Google Shows the Number of Feed Subscribers

Google lets you subscribe to a feed in two ways: using the personalized homepage, by adding a new module that shows only the headlines (although you can read the whole feed by expanding each item) and using Google Reader, a full-fledged online feed reader (well, almost full because there's no search in Google Reader).

The problem was that Google was too afraid to report the number of subscribers to these services, so you couldn't know for sure how many readers of your feed use Google. The personalized homepage has always had a big number of users, but with the latest update of Google Reader, many people switched to Google Reader.

So now Google decided it's time to reveal the mysterious numbers.

Currently, these counts include users of both Google Reader and the Google Personalized Homepage, and over time will include subscriptions from other Google properties.
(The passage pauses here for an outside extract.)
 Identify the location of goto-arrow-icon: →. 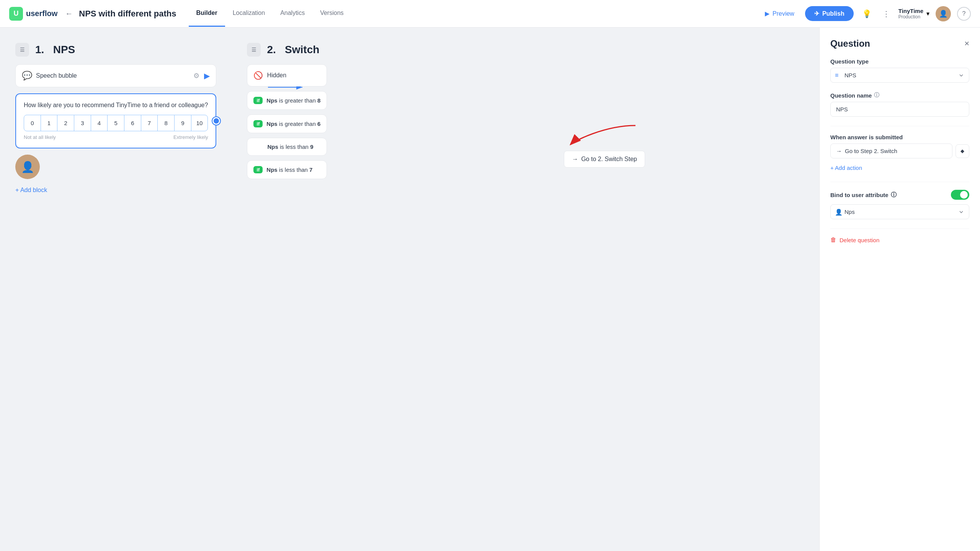
(839, 151).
The "User-Agent:" header of our crawler includes the name of our crawler ("FeedFetcher-Google") along with its associated URL, the subscriber count, and a unique 64-bit feed identifier ("feed-id"). (...)
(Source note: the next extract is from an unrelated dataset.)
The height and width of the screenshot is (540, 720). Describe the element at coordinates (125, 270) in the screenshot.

Below is an example of the contents of the "User-Agent:" header:
User-Agent: Feedfetcher-Google; (+http://www.google.com/feedfetcher.html; 4 subscribers; feed-id=1794595805790851116)
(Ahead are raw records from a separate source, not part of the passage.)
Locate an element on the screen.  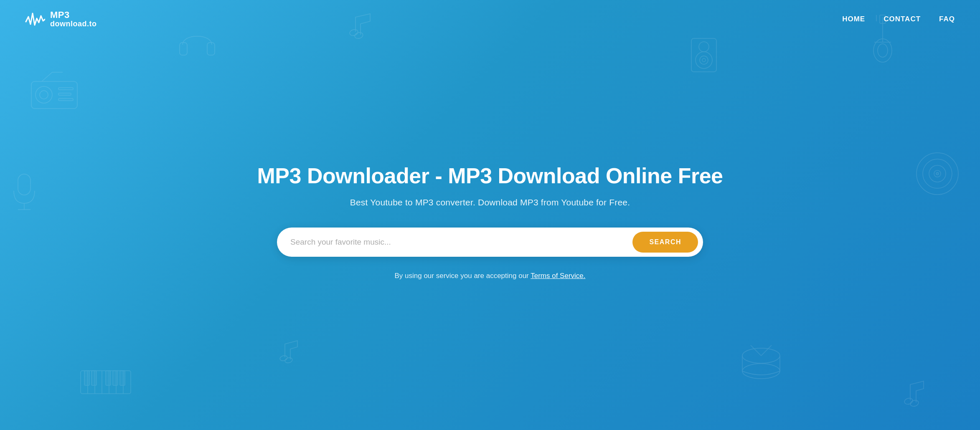
logo-link: MP3 download.to is located at coordinates (61, 19).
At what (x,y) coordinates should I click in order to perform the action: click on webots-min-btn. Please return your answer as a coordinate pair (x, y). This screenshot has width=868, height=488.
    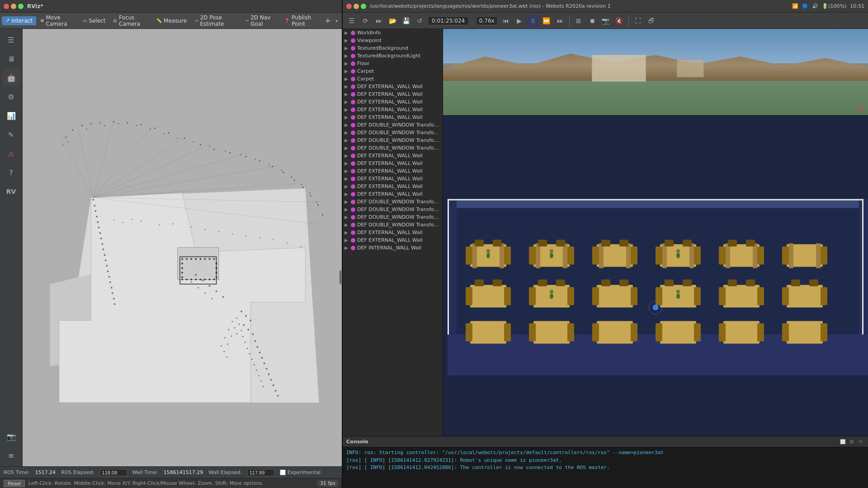
    Looking at the image, I should click on (356, 6).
If you use FeedBurner for feed stats (this is a good option if you use hosted services like Blogger's Blog*Spot and you don't have access to server logs), there's a good news. Starting tomorrow, you'll be able to see the number of Google subscribers. "This information will show up in tonight's subscriber reports (meaning that most of you will start to see the data on Saturday morning, U.S. Central Time)."

4 comments:

  1. Please notice that your link to Feedburner is incorrect. You post a link to http://www.feedburber.com/.
    And this is a Spam-site in my opinion.

    Greets

    ReplyDelete
  2. Thanks. It was, of course, unintentional.

    ReplyDelete
  3. Not really a spam site though. Is someone that is trying to get type-in mistakes visitors. Did u ever wrote google.com too fast? I did, and I went to a site like that one.

    It's nothing spammy about that.

    ReplyDelete
  4. It's called typosquatting and many parked domains profit from that. There's even a software from Microsoft that tracks down common typo variations of domain names.

    So did you check your stats to see how many Google IG/Reader subscribers you have?